The Dish on Paid Time Off: How Will a New Requirement to Offer PTO Impact Local Employers?
Published: January 5, 2015
By Lucia Ruiz, Comstock’s Magazine
New legislation mandates California businesses to provide paid sick days to employees who do not already have access to paid time off. The Healthy Workplaces, Healthy Families Act (Assembly Bill 1522) was signed by Gov. Brown in September, making California the second state to implement statewide paid sick leave, following Connecticut.
The law, effective July 1 of this year, will entitle employees who have worked in California for 30 days or more paid sick leave for themselves or for a family member within a year from the start of employment. Employees are entitled to one hour for every 30 hours worked, but the employer may limit the use of sick days to 24 hours. Employees can accrue paid sick days to the next year, and accrued days can be reinstated if the employee is separated from the employer and rehired within one year. AB 1522 does not provide exemptions for small businesses or government employers.
Proponents of the Healthy Workplaces, Healthy Families Act include California Work and Family Coalition, Health Officers Association of California and California Labor Federation, AFL-CIO (a co-sponsor of the bill). They highlight the positive impact and long-term wellness benefits for employees who have access to PTO, saying it will benefit the 40 percent of Californians who do not already have the benefit.
Lizbeth West, shareholder at Weintraub Tobin, says this bill will also benefit employees who already receive PTO by allowing them to take “paid sick days for reasons that employers may not otherwise have designated.”
But the food-service industry has particular concerns about the bill. Chris Jarosz, a Sacramento restaurateur and president of the California Restaurant Association’s Sacramento chapter, says restaurants, unlike other types of employers, are being forced to “double the cost of an employee’s day off, because we have to pay a replacement to cover the shift. For a restaurant, it creates a huge extra expense.
“All of us in the hospitality industry value our employees and want to take care of our people,” he says, “but in this case it makes it very hard on us.”

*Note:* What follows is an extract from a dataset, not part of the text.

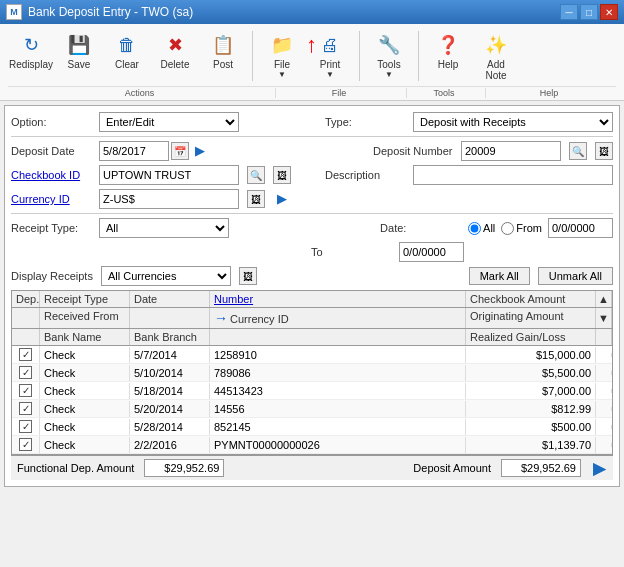 This screenshot has height=567, width=624. What do you see at coordinates (496, 56) in the screenshot?
I see `add-note-button: ✨ Add Note` at bounding box center [496, 56].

Other opponents of the bill include the California Chamber of Commerce and California Employment Law Council. These groups maintain an alternative to mandatory PTO should be implemented, saying the law should incentivize PTO and reduce costs for employers in other areas in order to make paid sick leave more affordable for businesses.
The bill does not cover union workers, employees in the construction industry, providers of in-home supportive services and individuals employed by an air carrier, such as a flight deck or crew member.